"Passengers are all right. Where is Mrs. Page?"
"She cried, an' tuk on awful about ye; an' borrered a hoss to ride right on down the road to meet the other stage, an' let 'em know what's up."
"She did, did she?" said Sam, very thoughtfully. "Waal, that is odd. Why, she ran away with my team—that's what she did; and it's all a hoax about the 'road-agents.' The passengers are back at the other station."

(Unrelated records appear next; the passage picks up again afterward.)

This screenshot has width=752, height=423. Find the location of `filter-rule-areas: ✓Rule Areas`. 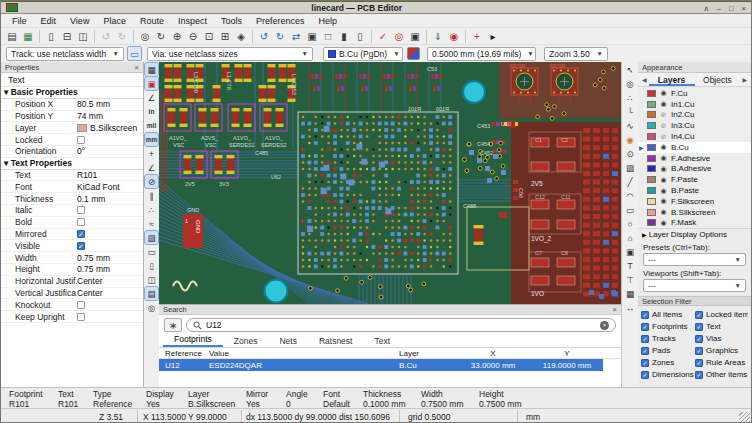

filter-rule-areas: ✓Rule Areas is located at coordinates (722, 362). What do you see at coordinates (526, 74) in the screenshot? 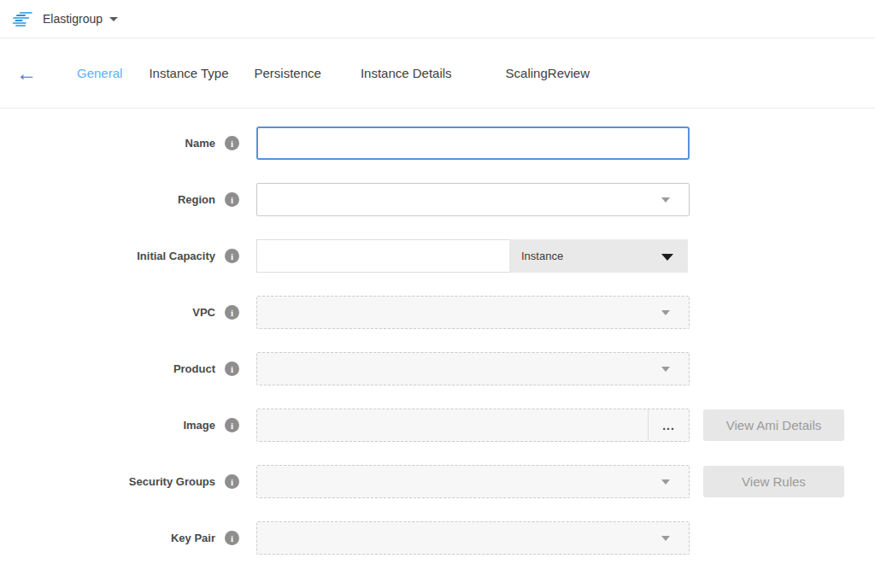
I see `tab-scaling: Scaling` at bounding box center [526, 74]. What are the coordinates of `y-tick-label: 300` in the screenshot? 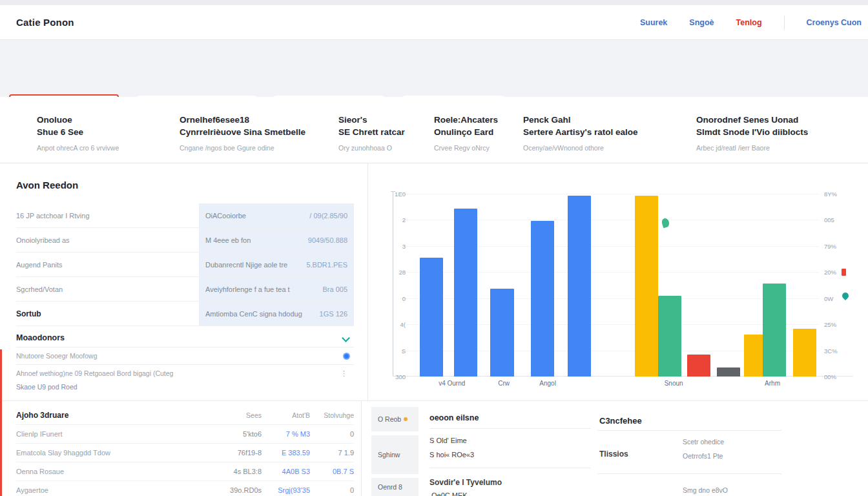 It's located at (400, 377). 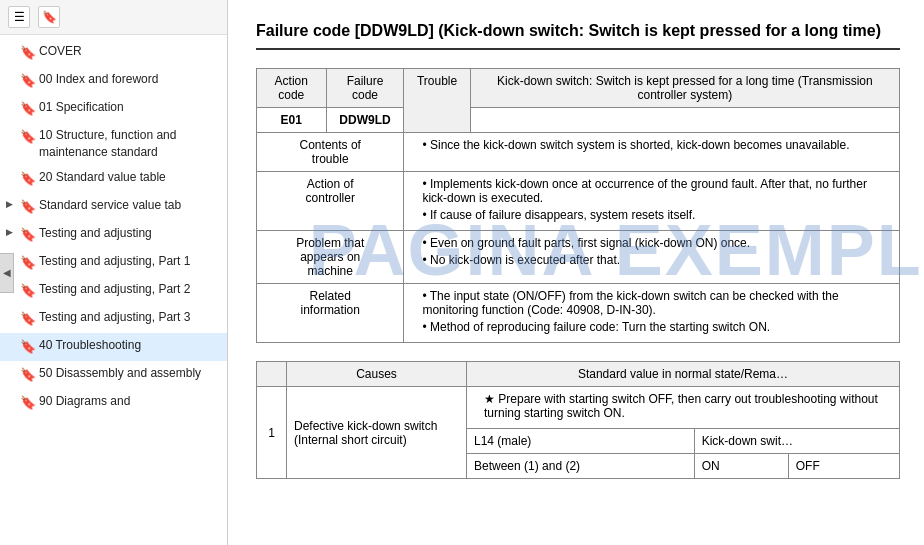 I want to click on action-code-value: E01, so click(x=292, y=120).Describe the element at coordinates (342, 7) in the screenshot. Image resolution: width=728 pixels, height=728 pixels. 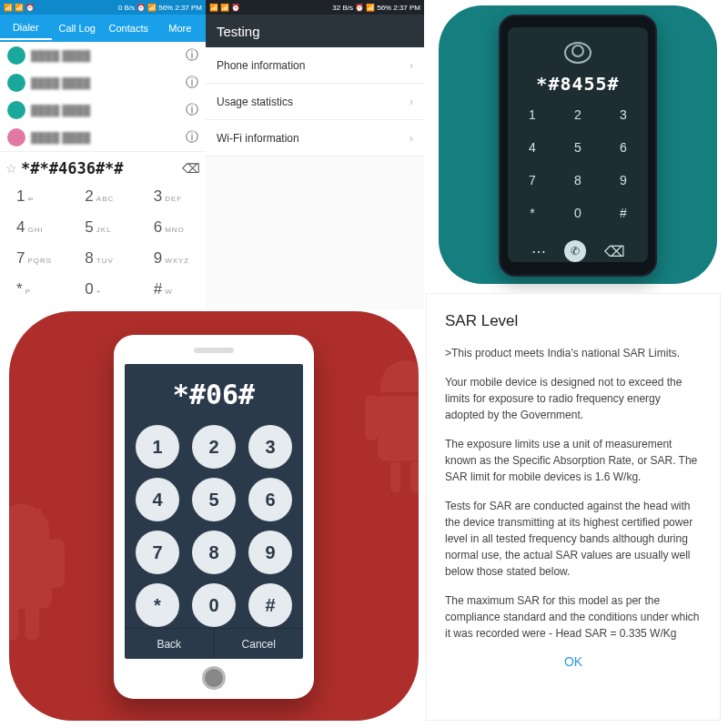
I see `net-speed: 32 B/s` at that location.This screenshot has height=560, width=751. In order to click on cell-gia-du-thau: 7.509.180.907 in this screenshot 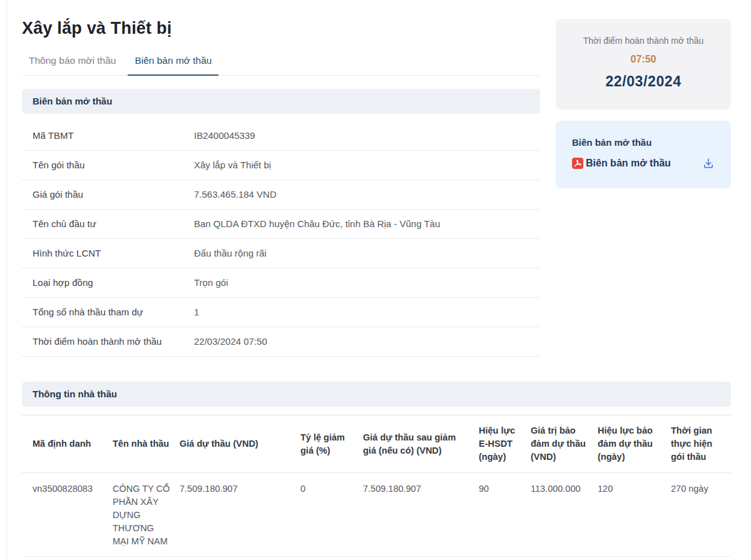, I will do `click(240, 515)`.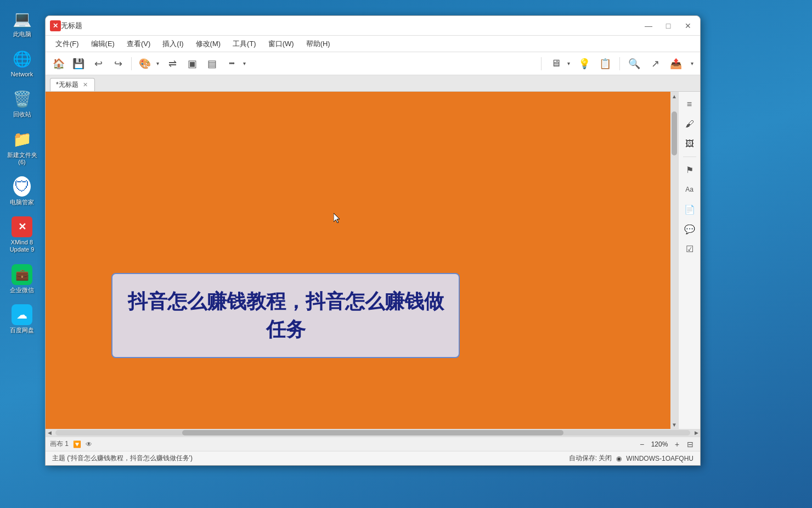  Describe the element at coordinates (642, 444) in the screenshot. I see `zoom-minus-button: −` at that location.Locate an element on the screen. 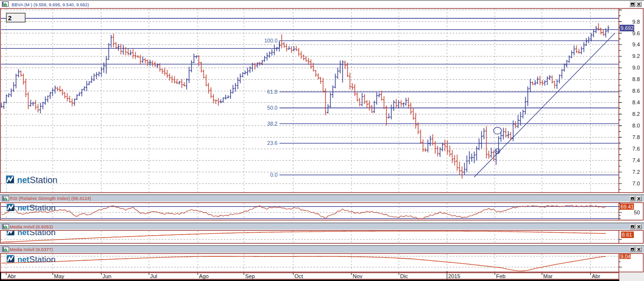 This screenshot has height=281, width=644. svg-text: 8.2 is located at coordinates (636, 114).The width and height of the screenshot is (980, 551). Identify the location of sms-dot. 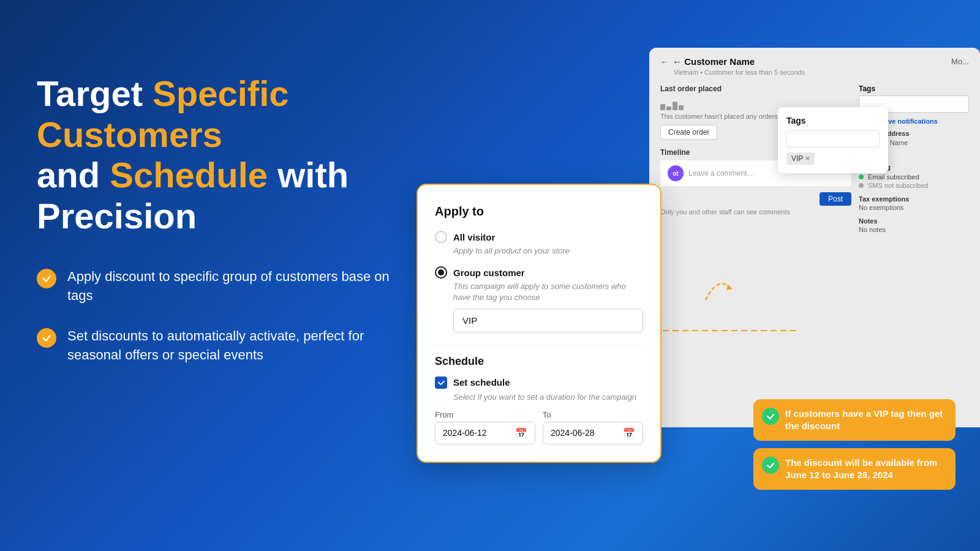
(861, 186).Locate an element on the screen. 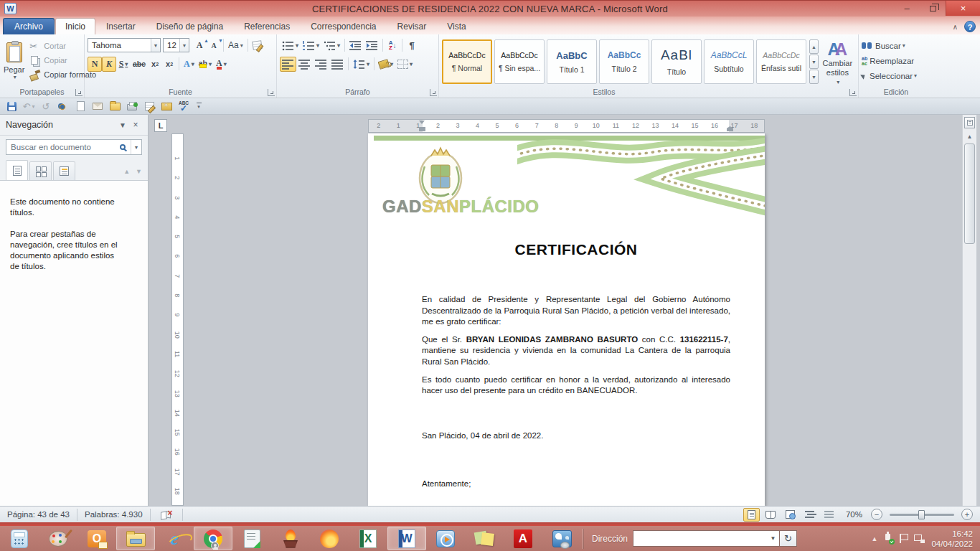 This screenshot has height=551, width=980. taskbar-internet-explorer-icon: e is located at coordinates (174, 538).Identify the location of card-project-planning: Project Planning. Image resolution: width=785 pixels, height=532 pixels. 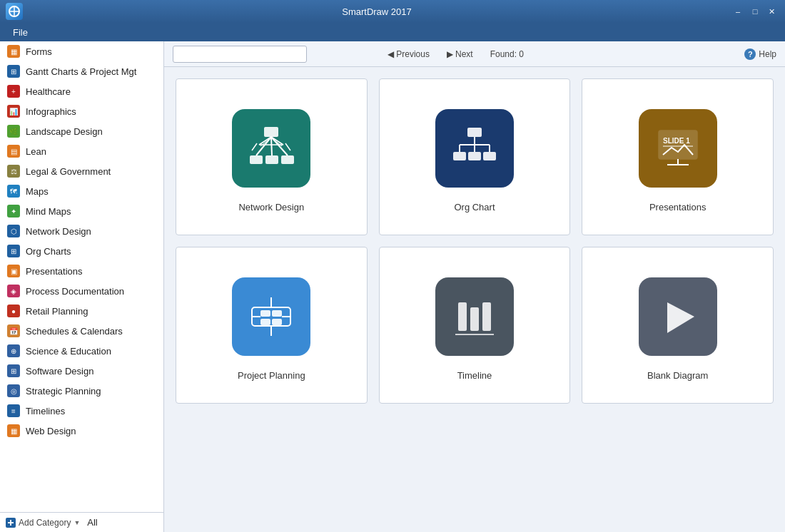
(271, 325).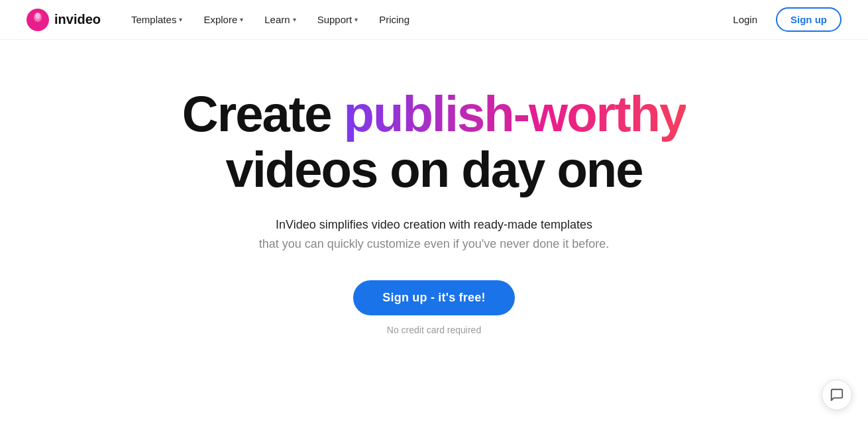  Describe the element at coordinates (435, 244) in the screenshot. I see `hero-subtitle-line2: that you can quickly customize even if y…` at that location.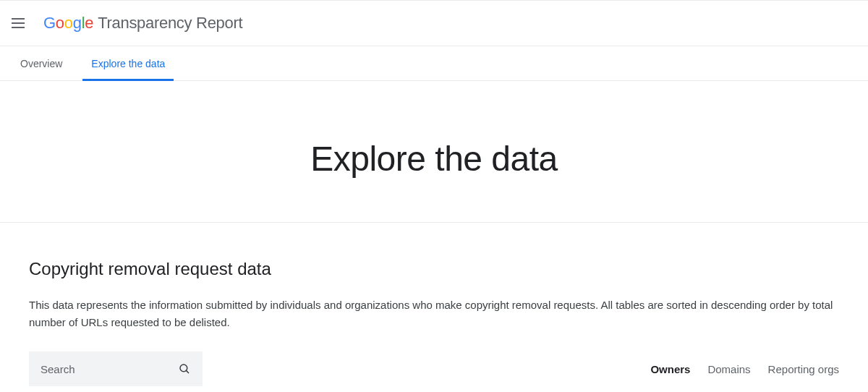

Sam had suddenly become "all things to all men," to a degree that surprised himself. He was wrong about the horse, too, as was proven by its return to its owner four days after. By the same hand came the following letter to Mr. Samuel Rice:
"Dear Mr. Rice: It was so good of you! I thank you more than I can say. I wish I could set myself right in your eyes, for I prize your friendship dearly—dearly; but I know that I cannot. It has not been all my fault. I was married to a bad, bad man, when I was only fifteen. He has ruined my life; but now he is dead, and I need not fear him. I will hereafter live as a good woman should live. The tears run down my cheeks as I write you this farewell—as they did that day when I saw that sweet woman and her babe at the farm-house gate; and knew what was in your thought. Heaven send you such a wife. Good-bye, dear Mr. Rice, good-bye.
"Dolly Page!"
There are some men, as well as women, in this world, who could figure in the role of Evangeline, who have tender, loyal, and constant hearts. Such a one was the driver of the Lucky-dog stage. But, though he sat on that box for two years longer, and scrutinized every dark-eyed, sweet-voiced lady-passenger who rode in his coach during that time, often with an intense longing for a sight of the face he craved—it never came. Out of the heaven of his life that star had vanished forever, and nothing was left him but a soiled photograph, and a tear-stained letter, worn with frequent folding and unfolding.